The Reverend Samuel Drayton, one of the few black ministers ordained before the war by the southern Methodist church, was pastor of Bethel; Edward S. West, only recently ordained, was the pastor of Trinity. In 1865, missionary James ...
This text offers a fresh narrative of the encounters of this minority Protestant community with American missionaries, Eastern churches and Muslims at the height of the Nahda, from 1860 to 1915.

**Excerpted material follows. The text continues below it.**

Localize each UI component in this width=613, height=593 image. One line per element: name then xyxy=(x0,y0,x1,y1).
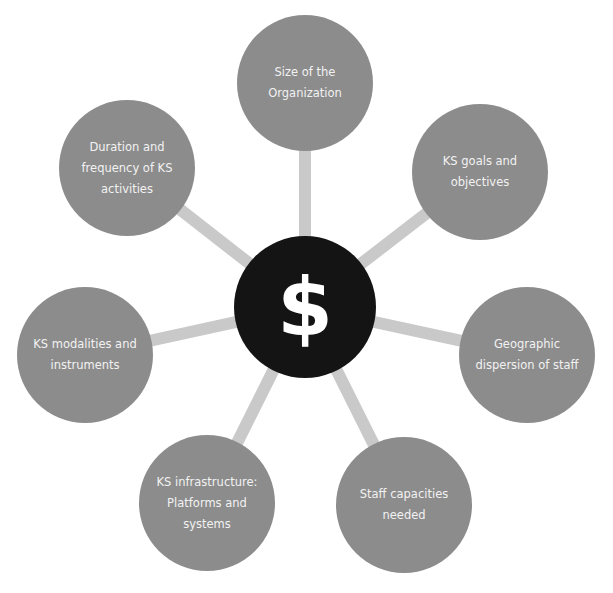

Yet there are major differences between the two groups. Surprisingly, the secular publication Newsweek was able to fairly accurately measure the pulse of the move away from established Evangelicalism toward radical Evangelicalism: To a ...
746 Williams It was not until 1980, however, that the school introduced a liberal arts curriculum. The College earned regional accreditation for its associate degree in liberal arts in 1985, and authorization to award bachelor's degrees ...
... Gary , 121 MacInnis , Donald , 237 McIntosh , Barbara , 23 McIntosh , John , 143 McKnight , Scott , 196 Macris , Costas ... 189,207 Jonsson , John N. , 196 Jorge , Lara - Braud , 196 Judson , Adoniram , 30,108 Kane , J. Herbert , 15 ...
Awaking Our Cities for God: A Guide to Prayer-walking
POTTENGER J. R. 1989 The political theory of liberation theology , Albany ( N.Y. ) , State University of New Cork Press . ... RAMOS REGUIDOR J. 1984 Jesús y el despertar de los oprimidos , Salamanca , Sígueme . RATZINGER J. y otros 1987 ...
Dunham, Chester Forrester. The Attitude of the Northern Clergy Toward the South, 1860–1865. Toledo, Ohio: Gray, 1942. Elliot-Binns, L. E. The Early Evangelicals: A Religious and Social Study. London: Lutterworth, 1953, Ellis, Ieuan.